Is the description appropriately sized, front-loaded, and free of redundancy?

The description is concise with two sentences, but the first sentence ('GET /stablecoins/stablecoinprices') is redundant API endpoint information that doesn't add value for an AI agent. The second sentence is clear but could be more front-loaded with essential context.

Shorter descriptions cost fewer tokens and are easier for agents to parse. Every sentence should earn its place.

Completeness3/5

Given the tool's complexity, does the description cover enough for an agent to succeed on first attempt?

Given the tool has 0 parameters, 100% schema coverage, and an output schema exists, the description is minimally adequate. However, with no annotations and siblings offering similar functionality, it lacks completeness in distinguishing use cases and behavioral context, which could confuse an agent.

Complex tools with many parameters or behaviors need more documentation. Simple tools need less. This dimension scales expectations accordingly.

Parameters4/5

Does the description clarify parameter syntax, constraints, interactions, or defaults beyond what the schema provides?

The tool has 0 parameters, and schema description coverage is 100%. The description doesn't need to add parameter semantics, as there are none to document. It appropriately focuses on the tool's purpose without unnecessary parameter details.

Input schemas describe structure but not intent. Descriptions should explain non-obvious parameter relationships and valid value ranges.

Purpose4/5

Does the description clearly state what the tool does and how it differs from similar tools?

The description clearly states the tool's purpose: 'Get historical prices of all stablecoins.' It specifies the verb ('Get'), resource ('historical prices'), and scope ('all stablecoins'). However, it doesn't differentiate from sibling tools like 'get_stablecoin_history' or 'get_current_prices', which might offer similar data with different timeframes or scopes.

Agents choose between tools based on descriptions. A clear purpose with a specific verb and resource helps agents select the right tool.

Usage Guidelines2/5

Does the description explain when to use this tool, when not to, or what alternatives exist?

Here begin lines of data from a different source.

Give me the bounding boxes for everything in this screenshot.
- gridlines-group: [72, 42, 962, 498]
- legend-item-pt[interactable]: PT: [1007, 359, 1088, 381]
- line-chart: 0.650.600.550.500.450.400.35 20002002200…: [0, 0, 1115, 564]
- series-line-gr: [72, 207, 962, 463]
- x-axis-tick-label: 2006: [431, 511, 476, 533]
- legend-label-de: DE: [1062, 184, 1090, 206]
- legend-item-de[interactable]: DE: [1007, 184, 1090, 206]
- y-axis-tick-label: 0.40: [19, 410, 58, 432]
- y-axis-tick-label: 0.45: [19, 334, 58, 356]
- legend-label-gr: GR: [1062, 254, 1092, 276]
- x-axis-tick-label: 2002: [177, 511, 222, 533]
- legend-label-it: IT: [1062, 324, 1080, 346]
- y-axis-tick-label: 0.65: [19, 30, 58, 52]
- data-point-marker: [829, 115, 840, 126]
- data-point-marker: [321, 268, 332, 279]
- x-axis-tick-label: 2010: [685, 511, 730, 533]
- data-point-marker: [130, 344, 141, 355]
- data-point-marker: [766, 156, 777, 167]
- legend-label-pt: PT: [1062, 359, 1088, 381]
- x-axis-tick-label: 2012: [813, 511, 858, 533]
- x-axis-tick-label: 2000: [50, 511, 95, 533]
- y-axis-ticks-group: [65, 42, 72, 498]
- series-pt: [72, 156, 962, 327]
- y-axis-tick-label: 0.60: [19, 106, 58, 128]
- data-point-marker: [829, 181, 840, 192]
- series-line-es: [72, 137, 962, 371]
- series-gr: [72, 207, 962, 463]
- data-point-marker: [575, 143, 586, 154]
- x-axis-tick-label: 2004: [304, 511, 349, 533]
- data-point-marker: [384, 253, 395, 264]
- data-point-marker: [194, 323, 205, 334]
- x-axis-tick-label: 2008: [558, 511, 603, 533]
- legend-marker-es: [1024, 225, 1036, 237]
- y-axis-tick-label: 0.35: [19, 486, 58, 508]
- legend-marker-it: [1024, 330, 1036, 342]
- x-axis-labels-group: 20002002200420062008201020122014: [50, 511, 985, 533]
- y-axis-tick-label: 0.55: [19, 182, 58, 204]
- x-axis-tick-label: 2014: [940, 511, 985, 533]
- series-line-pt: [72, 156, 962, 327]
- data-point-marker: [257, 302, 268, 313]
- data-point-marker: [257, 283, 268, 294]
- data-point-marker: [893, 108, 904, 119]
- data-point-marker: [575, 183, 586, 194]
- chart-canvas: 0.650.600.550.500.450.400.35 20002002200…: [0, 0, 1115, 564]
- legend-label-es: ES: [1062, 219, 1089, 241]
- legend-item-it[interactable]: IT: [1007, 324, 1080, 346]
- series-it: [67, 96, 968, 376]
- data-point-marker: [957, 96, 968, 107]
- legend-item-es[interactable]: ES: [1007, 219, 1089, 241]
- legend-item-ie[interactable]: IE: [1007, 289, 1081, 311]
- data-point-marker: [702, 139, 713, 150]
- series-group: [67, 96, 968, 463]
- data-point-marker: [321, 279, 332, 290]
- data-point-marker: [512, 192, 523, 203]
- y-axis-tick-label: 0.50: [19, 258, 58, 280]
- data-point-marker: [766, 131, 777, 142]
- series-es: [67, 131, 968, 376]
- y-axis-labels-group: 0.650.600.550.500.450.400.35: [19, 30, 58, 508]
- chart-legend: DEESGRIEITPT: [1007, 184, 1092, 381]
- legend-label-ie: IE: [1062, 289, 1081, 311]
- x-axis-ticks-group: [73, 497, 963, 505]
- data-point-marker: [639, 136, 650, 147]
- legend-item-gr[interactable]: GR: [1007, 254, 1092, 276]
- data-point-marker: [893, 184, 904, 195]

The description provides no guidance on when to use this tool versus alternatives. With siblings like 'get_stablecoin_history' and 'get_current_prices' available, there's no indication of whether this tool is for bulk historical data, real-time prices, or specific time ranges. Usage context is implied but not explicit.

Agents often have multiple tools that could apply. Explicit usage guidance like "use X instead of Y when Z" prevents misuse.